A girl was left with a cut hand and badly bruised knuckle after a broken dinner plate was thrown at her at school.

Her mother was horrified by what happened to her 14-year-old daughter, who was taken to casualty.

The incident at Kings Manor Community College in Shoreham happened the day before a pupil at Longhill School in Rottingdean was taken to hospital when a boy slashed his fingers with a knife.

The schoolgirl's mother said: "It isn't nice sending your children to school if you think they aren't safe.

"I know what happened at Longhill really is an extreme but does it take an extreme before anything is done?

"This type of violence and antisocial behaviour seems to be spiralling out of control and strong action needs to be taken."

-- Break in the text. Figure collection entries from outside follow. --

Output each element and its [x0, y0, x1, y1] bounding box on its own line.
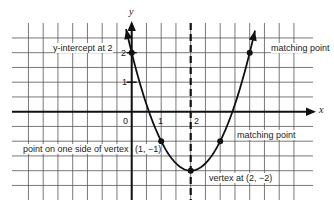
matching-point-bottom-label: matching point [237, 130, 296, 140]
y-intercept-label: y-intercept at 2 [53, 43, 113, 53]
tick-y1-label: 1 [122, 77, 127, 87]
y-axis-arrow-icon [128, 21, 136, 31]
point-marker [217, 138, 223, 144]
x-axis-label: x [319, 104, 323, 115]
parabola-graph [0, 0, 334, 213]
tick-origin-label: 0 [123, 116, 128, 126]
matching-point-top-label: matching point [271, 43, 330, 53]
x-axis-arrow-icon [306, 108, 316, 116]
point-marker [188, 168, 194, 174]
tick-x1-label: 1 [158, 116, 163, 126]
tick-y2-label: 2 [121, 48, 126, 58]
tick-x2-label: 2 [194, 116, 199, 126]
point-side-label: point on one side of vertex [23, 144, 129, 154]
vertex-label: vertex at (2, −2) [209, 173, 272, 183]
point-marker [247, 50, 253, 56]
y-axis-label: y [129, 6, 133, 17]
point-marker [129, 50, 135, 56]
point-side-coord-label: (1, −1) [135, 144, 161, 154]
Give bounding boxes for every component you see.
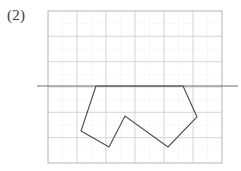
geometry-diagram <box>0 0 241 171</box>
figure-container: (2) <box>0 0 241 171</box>
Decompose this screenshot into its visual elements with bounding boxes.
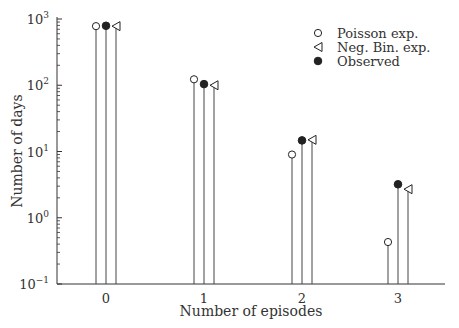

The mother-of-four has had a meeting with the headteacher and a pupil accused of throwing the plate was excluded for three days.

She said: "My daughter was chatting in the playground when a large piece of broken dinner plate was thrown at her head.

"It caught her knuckle. Had she not put her hands up to shield her face she could have sustained worse injuries."

The mother said a number of incidents had taken place during the last seven weeks.

A boy had punched one of her daughter's friends in class and her daughter had retaliated.

Since then, both she and her husband's cars had been damaged, stones had been thrown at the windows of their home and her daughter had been followed home and verbally abused by a boy and his friends.

She said: "More parental control needs to be exercised and children need to realise there can be serious repercussions to their behaviour, especially when they leave school and have to deal with the police instead of the teachers."

Headteacher Heidi Brown said any incident involving violence was dealt with swiftly.

She said: "We had a long conversation with the parent and she is happy with the way it has been dealt with.

"The boy has been excluded for a fixed period of time and his parents contacted. The foolishness of his actions has been fully explained to him."

The school was keen to resolve any arguments and had a strong peer mediation system.

Mrs Brown said: "Any time there is an incident involving violence or threatening behaviour we deal with it straight away.

"On the whole the students here are very pleasant.

"This sort of thing can happen in any school and it isn't indicative of what goes on here."

A West Sussex County Council spokesman said the authority was aware of the incident.